Start Bailing?

The Big 3 auto-execs are in Washington this week pining for money to save their organizations at the same time the head of the largest union, the UAW, has publicly said that their union have made enough concessions.  So, what should happen sports fans?

Without taking enough time to gather any external opinions since there is only one real free-market option, the answer is that the GM, Ford and private-equity-backed Chrysler should not be given any type of bailout money.  It will be throwing good money after bad and will do nothing to save the industry - it’ll merely nationalize it and cause those involved to suffer even longer. 

Earlier I railed for a bailout of the financial markets so why not support government intervention into the car markets?  Because, the bailout was originally designed to allow banks to feel secure enough to lend to one another and provide credit to small/large businesses so they can continue day-to-day business.  The unintended consequences of the approval of the bailout is the now growing line of companies, states and cities on Congress’s doorstep for more funny money.

The verdict is still out for the bank bailout, but I suspect things would have been worse had that government money not arrived to sooth the pythons who created this mess in the first place.  I do hope to see a turnover of leadership for most of the banks by the end of 2010 (not sooner as to create a crisis of leadership) but these guys need to go.

Back to our car bailout action, the US auto industry pays its employees more, takes longer to create cars and generally produces inferior cars to its Japanese and European rivals.  It doesn’t take an MBA to deduce that this is a business that will and should fail.  The fact all three have been propped up with cheap debt for this long will be a case study for most finance classes in years to come.

I love cars.  I love well designed; elegant; efficient; and damn fast cars.  With a notable exception of some of the muscle cars coming out like the Mustang and Camaro, Detroit automakers produce terrible looking, cheap cars that don’t hold a candle to their foreign competitors.  The last innovate US car company was Chrysler and the Germans turned that light off with mismanagement.

The saddest part is that this situation need not exist.  Holden, the Australian sub of for General Motors, makes awesome cars.  Good design, little to no plastic on the insides, and some models are super fast. 

GM, Ford and private-equity-backed Chrysler do not need a bailout.  They need tough love and a little time near bankruptcy and three turn-around artists with near God Rights [IT term for full control of the system] to walk the halls and start firing management who get in the way of innovation.  I would guess 50-60% of senior and mid-management could be pink-slipped with virtually no impact on company performance.

Their strategy - well - that’s harder but they’ll probably need to embrace the edges and leave the sinking middle ground to the foreign cars and go with a narrower line up - Ford - all trucks, and muscle cars; GM reduce their offerings; Chrysler - innovative small cars and vans, etc.  There’s some study here on strengths, competitors, etc but the exercise could be easily done.

Workers - Michigan and other rust belt states have plenty of un-employed workers so this negotiation should be pretty straight forward.  Union contracts need to disappear and more reasonable market based compensation needs to occur.  It’s basic economics that your average union rep refuses to provide to his/ her workers.  Profit sharing, bonuses for everyone, stock-options need to be the rule of the day with management becoming equal partners with workers.  Seem unrealistic - no job due to bankruptcy;  refined working conditions and a chance to take advantage of the upside.

No bailout.  No way.  Desperate business times call for innovative thinking; not a bailout from the feds.  The bailout just provides another year of pain for everyone and another year of foreign car companies gaining even more ground on the home team. 

Will this formula happen?  With a labor friendly congress and President?  I’ll start holding my breath … right … now.

Meetings

No words, no need

From Dilbert.com

Dilbert.com

Yang steps down, Bring in Microsoft

The deal that everyone except the board of Yahoo! wanted to see should take place in the next six months now that Jerry Yang has agreed to step aside at Yahoo.  I wonder if Microsoft will make an immediate move or wait a little to see if the down economy knocks even more money off the Yahoo stock price?

MS Yahoo is a match made in necessity.  It appears Microsoft is finally turning a corner in its product development and release cycle; and have finally started developing some nice only products.  Combine this with the reach of Yahoo and maybe, just maybe, it’ll work out okay for the combined team.

Who knows, maybe under Microsoft control the folks at Yahoo will figure out they actually do have competition.

Bloomberg.com: Worldwide

Dow Jones down 3XX the right way

Major indicies are down across the board today.  Each and everyone of us should jump for joy … because … bonds are finally up, which implies -at least for today - that the basic order of the financial world has returned.  Leave equities and flee to the safer confines of debt. 

Am I thrilled the markets are tanking?  Uh, no. 

But, considering the economy is slumping, earning reports aren’t very good and people are buying more on credit to ’save’ their money, the downturn is expected.  It’s the fact that market forces are behaving somewhat normally that has me jumping for joy.  That, and the fact Mrs. M and I threw most of her new 201k 401K into bonds.

Take heart folks - things still suck, but it’s in a predictable way.  Well, at least for today.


■ **Task directions**
In full and word for word, give the records again.

[Given records]

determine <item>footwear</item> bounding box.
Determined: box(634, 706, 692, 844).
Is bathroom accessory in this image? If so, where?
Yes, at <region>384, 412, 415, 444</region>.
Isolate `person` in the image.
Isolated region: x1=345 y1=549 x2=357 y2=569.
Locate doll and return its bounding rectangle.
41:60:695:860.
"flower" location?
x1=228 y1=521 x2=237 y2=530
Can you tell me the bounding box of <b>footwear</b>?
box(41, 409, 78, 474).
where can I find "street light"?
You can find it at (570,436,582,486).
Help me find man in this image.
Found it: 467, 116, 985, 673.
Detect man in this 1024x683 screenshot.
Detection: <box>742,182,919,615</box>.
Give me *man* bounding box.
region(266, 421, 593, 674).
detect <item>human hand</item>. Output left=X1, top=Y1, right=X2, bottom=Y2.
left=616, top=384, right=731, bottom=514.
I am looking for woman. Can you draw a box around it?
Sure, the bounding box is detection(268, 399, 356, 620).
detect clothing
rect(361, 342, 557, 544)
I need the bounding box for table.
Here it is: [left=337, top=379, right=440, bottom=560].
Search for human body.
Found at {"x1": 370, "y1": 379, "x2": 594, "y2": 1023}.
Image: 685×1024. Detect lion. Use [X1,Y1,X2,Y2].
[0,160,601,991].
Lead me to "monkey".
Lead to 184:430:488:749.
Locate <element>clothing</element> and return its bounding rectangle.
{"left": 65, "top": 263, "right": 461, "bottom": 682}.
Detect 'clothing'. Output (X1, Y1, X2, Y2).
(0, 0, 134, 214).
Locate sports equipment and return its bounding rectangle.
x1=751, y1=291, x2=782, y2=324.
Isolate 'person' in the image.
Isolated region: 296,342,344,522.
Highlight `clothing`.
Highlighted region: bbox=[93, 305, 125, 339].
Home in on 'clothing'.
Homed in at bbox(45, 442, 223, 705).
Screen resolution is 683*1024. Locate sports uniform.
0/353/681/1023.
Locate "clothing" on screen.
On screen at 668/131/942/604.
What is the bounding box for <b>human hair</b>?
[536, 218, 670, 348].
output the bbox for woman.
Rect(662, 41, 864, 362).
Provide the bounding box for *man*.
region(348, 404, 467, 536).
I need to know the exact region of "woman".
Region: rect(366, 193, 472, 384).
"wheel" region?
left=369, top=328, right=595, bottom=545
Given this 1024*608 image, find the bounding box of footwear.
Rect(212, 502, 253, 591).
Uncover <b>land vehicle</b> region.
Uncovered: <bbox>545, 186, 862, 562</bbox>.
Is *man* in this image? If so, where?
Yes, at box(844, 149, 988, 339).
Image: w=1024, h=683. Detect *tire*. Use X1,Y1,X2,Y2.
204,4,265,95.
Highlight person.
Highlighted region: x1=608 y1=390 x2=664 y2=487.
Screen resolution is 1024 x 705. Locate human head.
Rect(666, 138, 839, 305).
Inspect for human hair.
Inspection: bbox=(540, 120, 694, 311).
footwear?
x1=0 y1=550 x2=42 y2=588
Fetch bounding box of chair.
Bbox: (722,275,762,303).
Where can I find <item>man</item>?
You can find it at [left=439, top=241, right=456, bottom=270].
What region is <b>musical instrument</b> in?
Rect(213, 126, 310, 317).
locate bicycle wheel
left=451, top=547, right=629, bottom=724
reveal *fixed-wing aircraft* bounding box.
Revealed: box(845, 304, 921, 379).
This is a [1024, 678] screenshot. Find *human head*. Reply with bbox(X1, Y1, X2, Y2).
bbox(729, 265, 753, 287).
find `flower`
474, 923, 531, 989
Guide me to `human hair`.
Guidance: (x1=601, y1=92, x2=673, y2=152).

[/Given records]

■ **Output of the task**
determine <item>footwear</item> bounding box.
Determined: box(634, 706, 692, 844).
Is bathroom accessory in this image? If so, where?
Yes, at <region>384, 412, 415, 444</region>.
Isolate `person` in the image.
Isolated region: x1=345 y1=549 x2=357 y2=569.
Locate doll and return its bounding rectangle.
41:60:695:860.
"flower" location?
x1=228 y1=521 x2=237 y2=530
Can you tell me the bounding box of <b>footwear</b>?
box(41, 409, 78, 474).
where can I find "street light"?
You can find it at (570,436,582,486).
Help me find man in this image.
Found it: 467, 116, 985, 673.
Detect man in this 1024x683 screenshot.
Detection: <box>742,182,919,615</box>.
Give me *man* bounding box.
region(266, 421, 593, 674).
detect <item>human hand</item>. Output left=X1, top=Y1, right=X2, bottom=Y2.
left=616, top=384, right=731, bottom=514.
I am looking for woman. Can you draw a box around it?
Sure, the bounding box is detection(268, 399, 356, 620).
detect clothing
rect(361, 342, 557, 544)
I need the bounding box for table.
Here it is: [left=337, top=379, right=440, bottom=560].
Search for human body.
Found at {"x1": 370, "y1": 379, "x2": 594, "y2": 1023}.
Image: 685×1024. Detect lion. Use [X1,Y1,X2,Y2].
[0,160,601,991].
Lead me to "monkey".
Lead to 184:430:488:749.
Locate <element>clothing</element> and return its bounding rectangle.
{"left": 65, "top": 263, "right": 461, "bottom": 682}.
Detect 'clothing'. Output (X1, Y1, X2, Y2).
(0, 0, 134, 214).
Locate sports equipment and return its bounding rectangle.
x1=751, y1=291, x2=782, y2=324.
Isolate 'person' in the image.
Isolated region: 296,342,344,522.
Highlight `clothing`.
Highlighted region: bbox=[93, 305, 125, 339].
Home in on 'clothing'.
Homed in at bbox(45, 442, 223, 705).
Screen resolution is 683*1024. Locate sports uniform.
0/353/681/1023.
Locate "clothing" on screen.
On screen at 668/131/942/604.
What is the bounding box for <b>human hair</b>?
[536, 218, 670, 348].
output the bbox for woman.
Rect(662, 41, 864, 362).
Provide the bounding box for *man*.
region(348, 404, 467, 536).
I need to know the exact region of "woman".
Region: rect(366, 193, 472, 384).
"wheel" region?
left=369, top=328, right=595, bottom=545
Given this 1024*608 image, find the bounding box of footwear.
Rect(212, 502, 253, 591).
Uncover <b>land vehicle</b> region.
Uncovered: <bbox>545, 186, 862, 562</bbox>.
Is *man* in this image? If so, where?
Yes, at box(844, 149, 988, 339).
Image: w=1024, h=683. Detect *tire*. Use X1,Y1,X2,Y2.
204,4,265,95.
Highlight person.
Highlighted region: x1=608 y1=390 x2=664 y2=487.
Screen resolution is 1024 x 705. Locate human head.
Rect(666, 138, 839, 305).
Inspect for human hair.
Inspection: bbox=(540, 120, 694, 311).
footwear?
x1=0 y1=550 x2=42 y2=588
Fetch bounding box of chair.
Bbox: (722,275,762,303).
Where can I find <item>man</item>?
You can find it at [left=439, top=241, right=456, bottom=270].
What region is <b>musical instrument</b> in?
Rect(213, 126, 310, 317).
locate bicycle wheel
left=451, top=547, right=629, bottom=724
reveal *fixed-wing aircraft* bounding box.
Revealed: box(845, 304, 921, 379).
This is a [1024, 678] screenshot. Find *human head*. Reply with bbox(X1, Y1, X2, Y2).
bbox(729, 265, 753, 287).
find `flower`
474, 923, 531, 989
Guide me to `human hair`.
Guidance: (x1=601, y1=92, x2=673, y2=152).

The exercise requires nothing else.